Re: [RFC PATCH v8 01/10] ras: scrub: Add scrub subsystem
From: Borislav Petkov
Date: Fri May 10 2024 - 05:26:21 EST
On Thu, May 09, 2024 at 03:59:29PM -0700, Dan Williams wrote:
> No, at a minimum that's a layering violation. This is a generic library
> facility that should not care if it is being called for a CXL device or
> an ACPI device.
Really?
Because this looks like creating a subsystem for those two newfangled
scrubbing functionalities which will be present in CXL devices and
by that ACPI RAS2 thing.
Because we have a *lot* of hw scrubbing functionality already. Just do:
git grep "scrub"
Some of it controls hw scrubbing. If this is a generic facility, does
this mean that all those older scrubbers should be converted to it?
Or is this thing going to support only new stuff? I.e., we want to
disable our scrubbers when doing performance-sensitive workloads and
reenable them after that but we don't care about old systems?

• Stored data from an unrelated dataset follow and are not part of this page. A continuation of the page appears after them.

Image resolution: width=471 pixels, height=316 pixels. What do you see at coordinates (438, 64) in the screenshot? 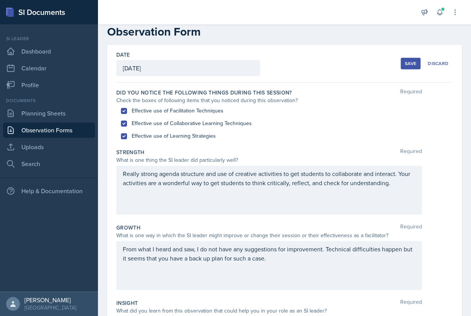
I see `div: Discard` at bounding box center [438, 64].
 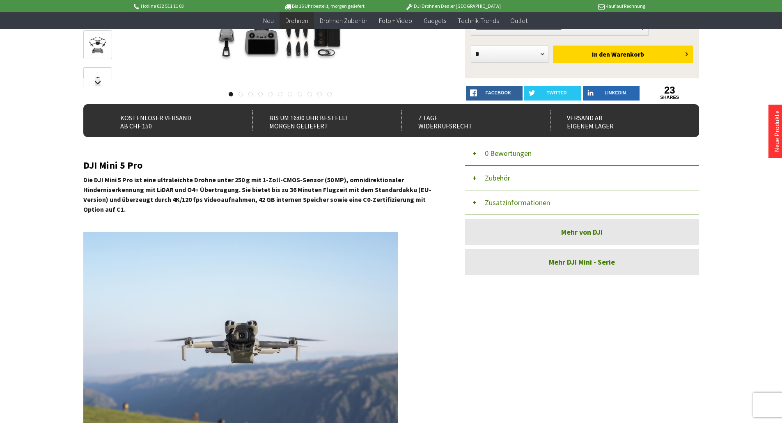 What do you see at coordinates (269, 21) in the screenshot?
I see `a: Neu` at bounding box center [269, 21].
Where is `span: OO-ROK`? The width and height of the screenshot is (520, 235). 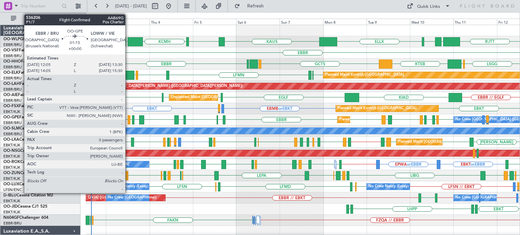 span: OO-ROK is located at coordinates (12, 162).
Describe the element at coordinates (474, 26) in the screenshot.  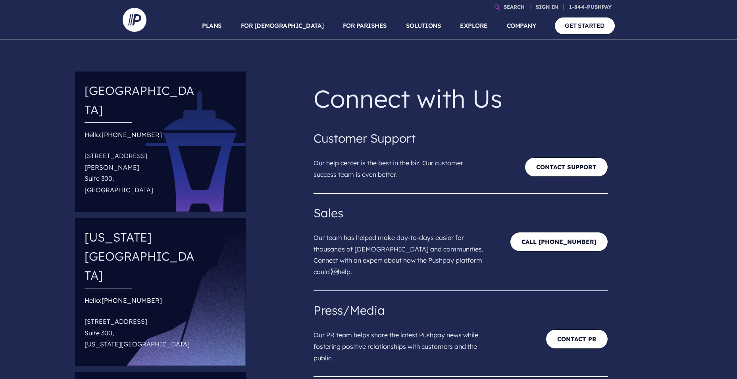
I see `a: EXPLORE` at that location.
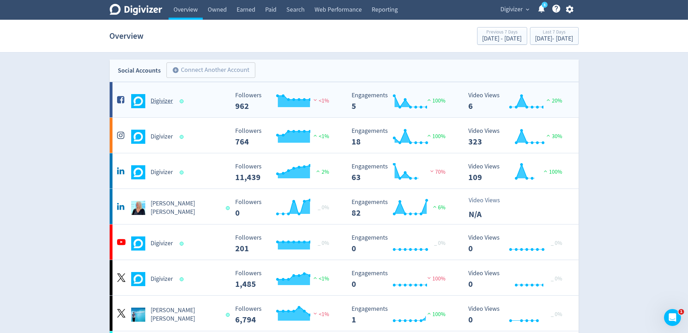 Image resolution: width=688 pixels, height=333 pixels. What do you see at coordinates (544, 5) in the screenshot?
I see `text: 5` at bounding box center [544, 5].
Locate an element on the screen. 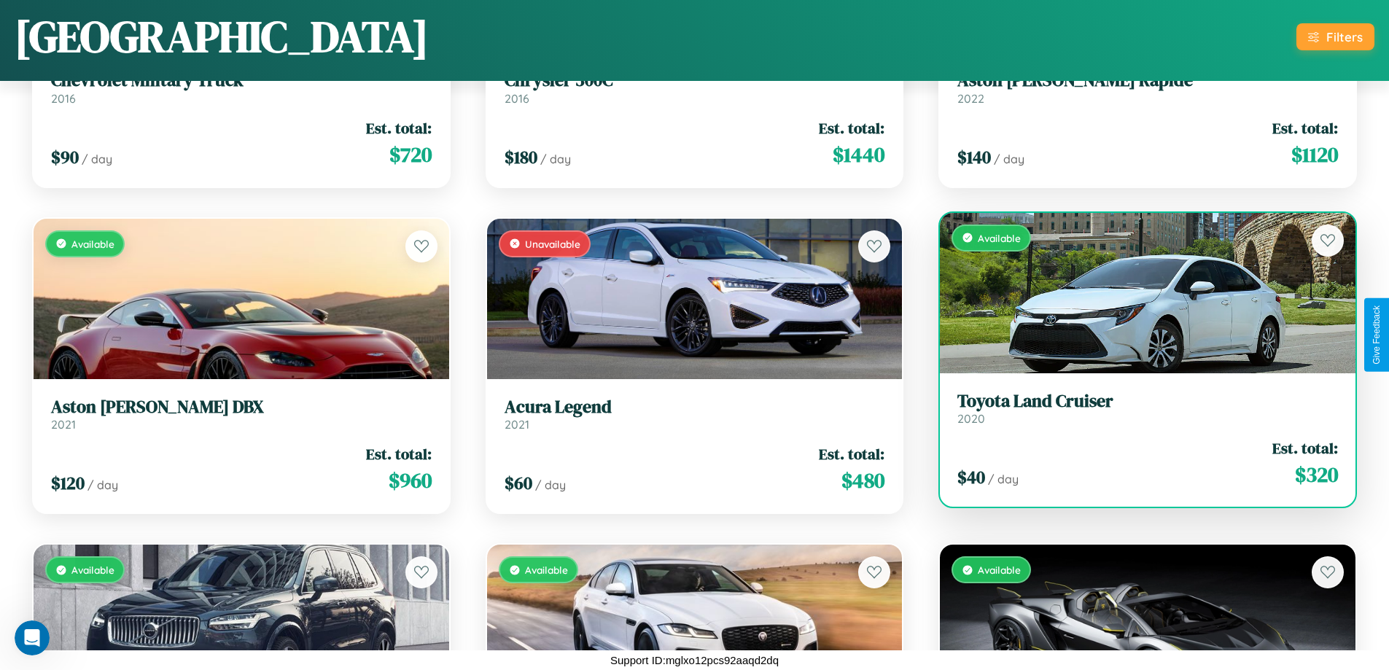  span: $ 120 is located at coordinates (68, 483).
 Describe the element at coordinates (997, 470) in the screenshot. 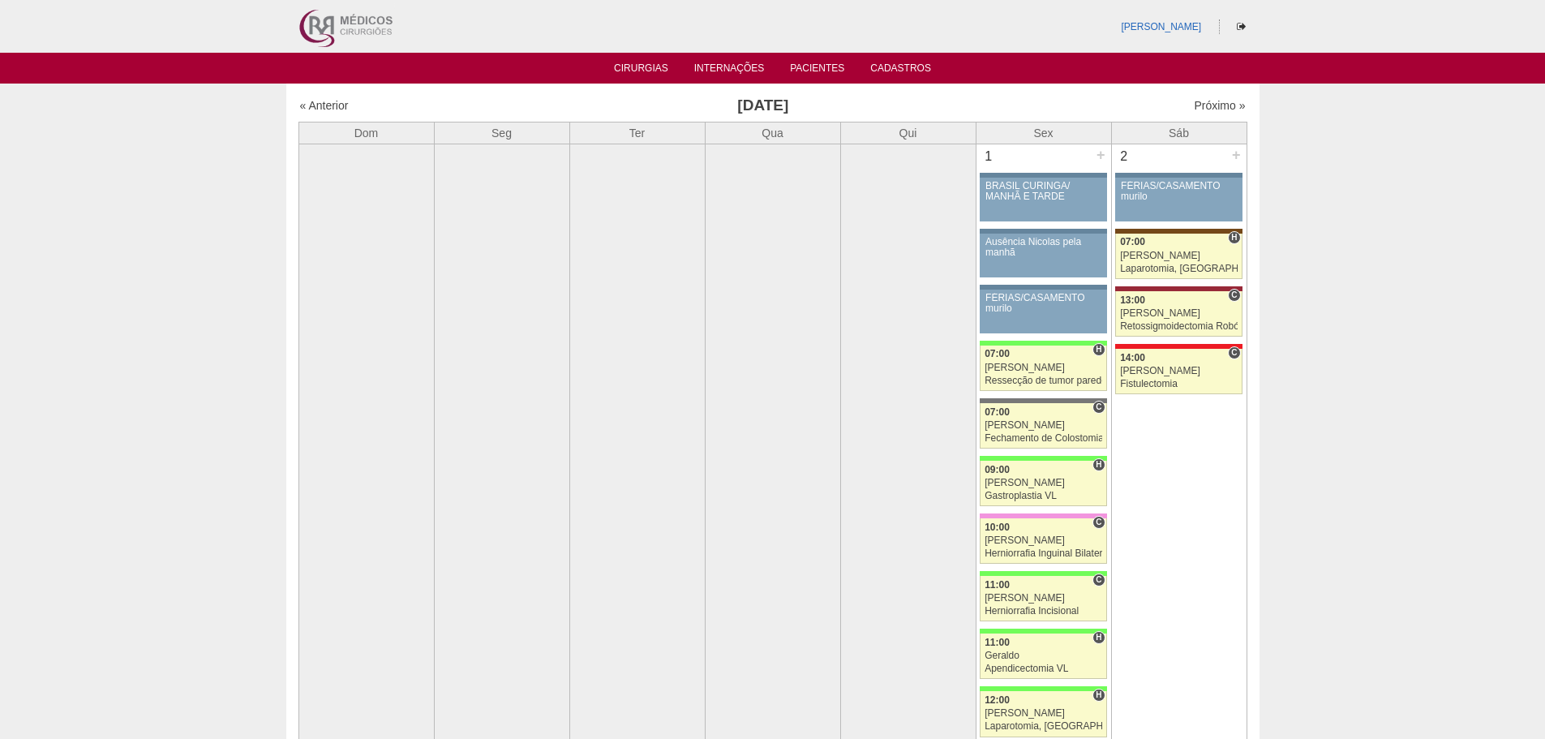

I see `span: 09:00` at that location.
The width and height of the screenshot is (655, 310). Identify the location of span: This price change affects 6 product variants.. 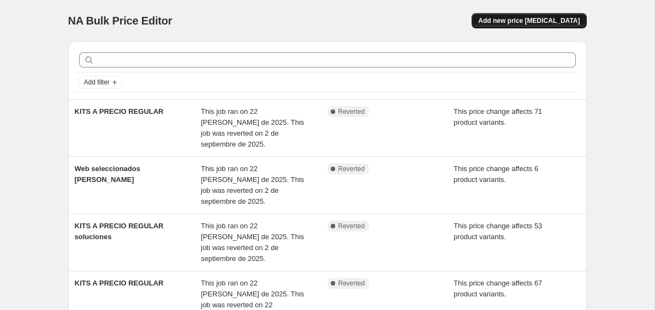
(495, 174).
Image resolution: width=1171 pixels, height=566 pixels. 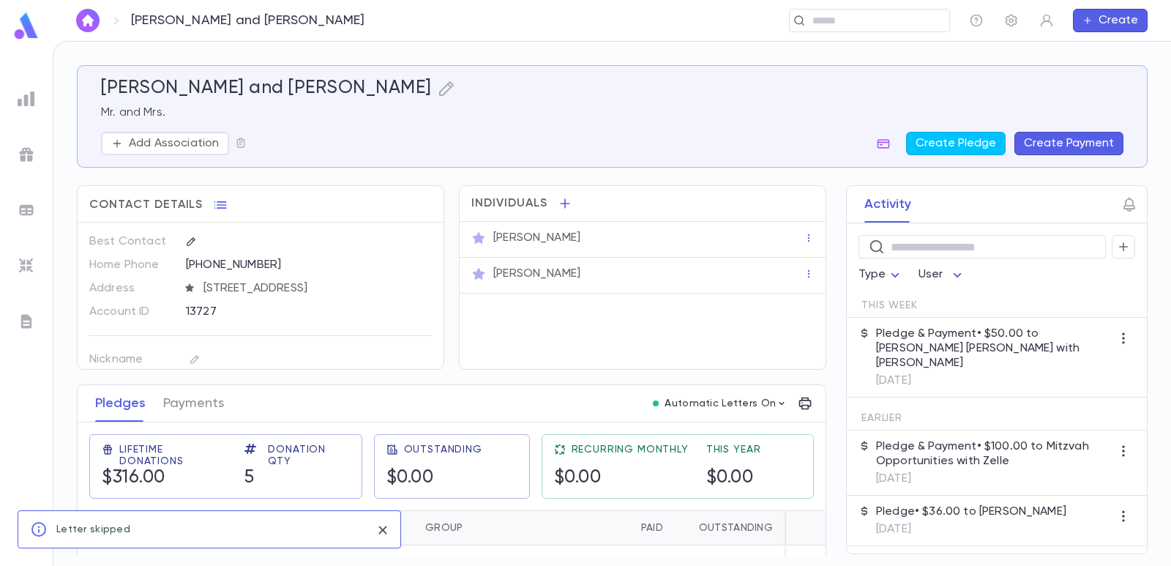 What do you see at coordinates (1110, 20) in the screenshot?
I see `button: Create` at bounding box center [1110, 20].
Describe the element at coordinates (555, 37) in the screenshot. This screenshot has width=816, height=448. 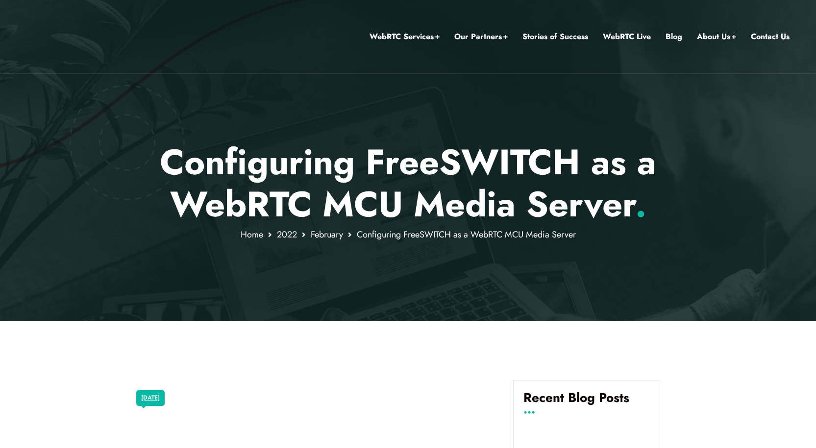
I see `a: Stories of Success` at that location.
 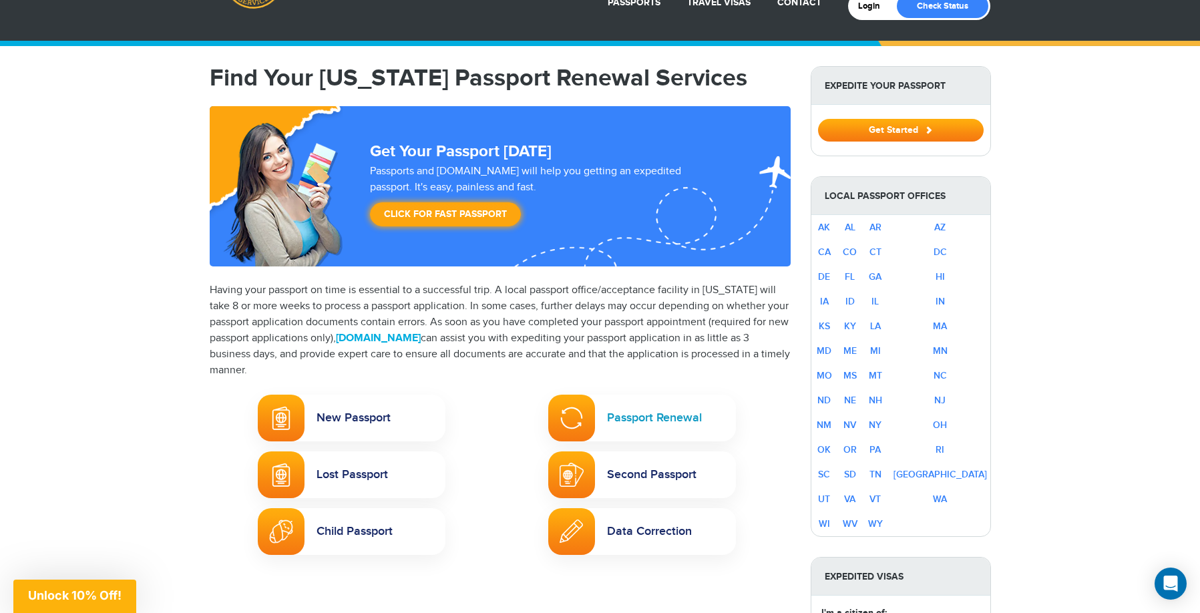 I want to click on a: SC, so click(x=824, y=474).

And all that other bla about controlling scrubbers from userspace.
So which is it?
> I think it works for x86 drivers because the functionality in those
> modules is wholly contained within that one module. This scrub module is
> a service library for other modules.
Well, you have that thing in EDAC. edac_core.ko is that service module
and the chipset-specific drivers - at least on x86 - use a match_id to
load only on the systems they should load on.
If I had a BIOS table which had "EDAC" in it, I won't load edac_core.ko
either but there isn't one.
> It is functionally the wrong place to do the check. When module_init()
> fails it causes not only the current module to be unloaded but any
> dependent modules will also fail to load.
See above. I'm under the assumption that this is using two methods to
detect scrubbing functionality.
> Let's take an example of the CXL driver wanting to register with this
> scrub interface to support the capability that *might* be available on
> some CXL devices. The cxl_pci.ko module, that houses cxl_pci_driver,
> grows a call to scrub_device_register(). That scrub_device_register()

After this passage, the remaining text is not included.